Sunday, July 15, 2012

Give It a Taste

Let's talk about some fun things I ate and drank. Gin Long Drink in Finland (sweet G&T on tap or in a can). Delicious "Russian" pierogi filled with fried onions and potatoes in Poland (not quite the same as the blander soggier version they actually serve in Russia). Shredded cabbage baked between sheet of rich buttery yeast dough in Russia (seriously, go to Stolle if you ever have the chance). Carrot cutlets. A salad of beets, walnuts, dates, and enough mayonnaise to make you slightly queasy bite after bite. Sour cream on everything from pizza to curry to borsch to blintzes. Overwhelming amount of dill on EVERYTHING - potato chips, pizza, dumplings, salad, soup, "garnishes" on unrelated dishes, you name it - dill must be one of the region's major cash crops. 


Raspberry and ginger foam served in a champagne glass to cleanse my palate. 


Every country's own brand of pale tasteless beer. Lithuanian Black Balsam, a foul burning mouthful of herbs and licorice - far and away the worst local liqueur I've ever had the bad luck to swallow. Buckwheat fried with carrots and onions. Fresh Finnish bread-cheese (charred disks of semi-soft cow's milk cheese) on torn pieces of painfully sour black bread. Fresh salted cucumber, what I wish pickles were. Juicy strawberries and cherries imported to Latvia from Poland. Caraway studded cheese the consistency of extra firm tofu. Stuffed cabbage with spicy tomato sauce. 


And the crowning glory of it all, Georgian food - by far the best cuisine I've never seen in the States - naan-like bread filled with smoked cheese and baked in the shape of a canoe to hold an egg cracked on top while scalding hot out of the oven, dumplings filled with cheese and potatoes that have a convenient stem of dough so you can pick them up to eat them, spicy pepper pesto, hot red bean and cilantro stew. Someone needs to open a Georgian restaurant in San Francisco ASAP!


> [What this task involves] Find every line below where the string "forms" shows up, and copy those lines.

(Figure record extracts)
#####
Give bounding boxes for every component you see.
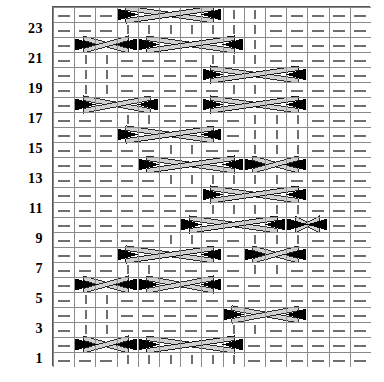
row-number-label: 11	[3, 201, 43, 216]
row-number-label: 15	[3, 141, 43, 156]
row-number-label: 3	[3, 321, 43, 336]
row-number-label: 5	[3, 291, 43, 306]
knitting-chart: 2321191715131197531	[0, 0, 384, 382]
row-number-label: 9	[3, 231, 43, 246]
row-number-label: 7	[3, 261, 43, 276]
stitch-grid-svg	[53, 7, 371, 367]
stitch-grid[interactable]	[52, 6, 370, 366]
row-number-label: 19	[3, 81, 43, 96]
row-number-label: 23	[3, 21, 43, 36]
row-number-gutter: 2321191715131197531	[0, 0, 52, 382]
row-number-label: 13	[3, 171, 43, 186]
row-number-label: 1	[3, 351, 43, 366]
row-number-label: 21	[3, 51, 43, 66]
row-number-label: 17	[3, 111, 43, 126]
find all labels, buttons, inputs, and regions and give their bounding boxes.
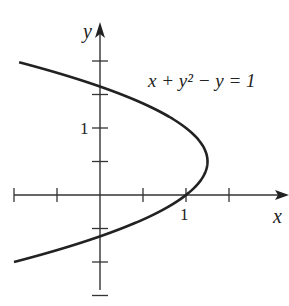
y-tick-label-1: 1 [80,119,89,138]
equation-annotation: x + y² − y = 1 [147,70,255,91]
y-axis-label: y [81,20,92,43]
x-tick-label-1: 1 [180,205,189,224]
x-axis-label: x [272,205,282,227]
parabola-curve [14,62,208,262]
parabola-chart: y x x + y² − y = 1 1 1 [0,0,289,306]
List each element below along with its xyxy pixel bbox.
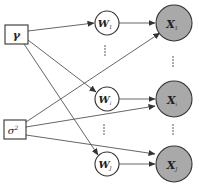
graphical-model-diagram: γ σ2 W1 Wi WJ X1 Xi — [0, 0, 199, 186]
node-W1: W1 — [95, 11, 119, 35]
edge-gamma-W1 — [28, 23, 94, 31]
edge-gamma-WJ — [24, 44, 98, 155]
ellipsis-X-upper — [172, 56, 174, 67]
node-XJ: XJ — [156, 146, 192, 182]
ellipsis-W-lower — [103, 124, 105, 135]
edges — [24, 23, 160, 164]
XJ-label: X — [166, 159, 176, 172]
node-Wi: Wi — [95, 87, 119, 111]
W1-subscript: 1 — [109, 24, 112, 30]
Xi-label: X — [166, 94, 176, 107]
X1-subscript: 1 — [175, 25, 178, 31]
node-X1: X1 — [156, 5, 192, 41]
edge-sigma2-XJ — [26, 135, 155, 154]
ellipsis-X-lower — [172, 124, 174, 135]
node-WJ: WJ — [95, 152, 119, 176]
X1-label: X — [165, 18, 175, 31]
node-Xi: Xi — [156, 81, 192, 117]
node-gamma: γ — [5, 25, 28, 44]
node-sigma2: σ2 — [4, 120, 26, 139]
sigma-superscript: 2 — [14, 124, 19, 131]
ellipsis-W-upper — [104, 45, 106, 56]
gamma-label: γ — [13, 29, 21, 42]
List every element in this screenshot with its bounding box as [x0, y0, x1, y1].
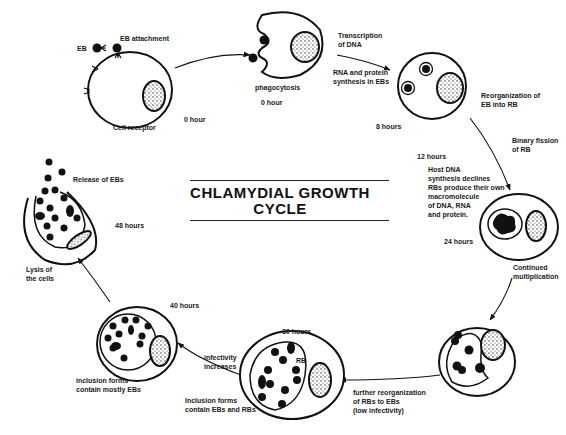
label-continued-multiplication: Continued multiplication	[513, 263, 559, 281]
diagram-title: CHLAMYDIAL GROWTH CYCLE	[175, 185, 385, 217]
host-cell-attachment	[84, 44, 172, 129]
host-cell-phagocytosis	[249, 12, 323, 78]
label-time-0h-b: 0 hour	[261, 98, 282, 107]
host-cell-reorganization	[398, 53, 466, 119]
title-line-1: CHLAMYDIAL GROWTH	[175, 185, 385, 201]
host-cell-multiplication	[439, 328, 515, 396]
label-inclusion-eb-rb: Inclusion forms contain EBs and RBs	[185, 396, 256, 414]
title-rule-top	[190, 180, 389, 181]
label-eb-attachment: EB attachment	[120, 34, 169, 43]
title-rule-bottom	[190, 220, 389, 221]
label-time-48h: 48 hours	[115, 221, 144, 230]
label-time-8h: 8 hours	[376, 122, 401, 131]
label-reorganization: Reorganization of EB into RB	[481, 91, 540, 109]
host-cell-inclusion-mostly-eb	[97, 307, 177, 381]
label-phagocytosis: phagocytosis	[255, 83, 300, 92]
label-inclusion-mostly-eb: inclusion forms contain mostly EBs	[76, 376, 141, 394]
label-host-dna-note: Host DNA synthesis declines RBs produce …	[428, 165, 505, 219]
label-time-40h: 40 hours	[170, 301, 199, 310]
label-further-reorganization: further reorganization of RBs to EBs (lo…	[353, 388, 426, 415]
label-time-30h: 30 hours	[282, 327, 311, 336]
title-line-2: CYCLE	[175, 201, 385, 217]
label-time-0h-a: 0 hour	[184, 115, 205, 124]
label-lysis: Lysis of the cells	[26, 265, 54, 283]
label-transcription: Transcription of DNA	[338, 31, 382, 49]
label-time-12h: 12 hours	[417, 152, 446, 161]
label-rb: RB	[296, 356, 306, 365]
label-eb: EB	[77, 44, 87, 53]
label-time-24h: 24 hours	[444, 237, 473, 246]
label-binary-fission: Binary fission of RB	[512, 136, 558, 154]
label-infectivity-increases: infectivity increases	[204, 353, 237, 371]
label-release-ebs: Release of EBs	[73, 175, 124, 184]
label-cell-receptor: Cell receptor	[113, 123, 156, 132]
label-rna-protein: RNA and protein synthesis in EBs	[333, 68, 389, 86]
#####
> [Exercise solution]
label-inclusion-eb-rb: Inclusion forms contain EBs and RBs	[185, 396, 256, 414]
label-inclusion-mostly-eb: inclusion forms contain mostly EBs	[76, 376, 141, 394]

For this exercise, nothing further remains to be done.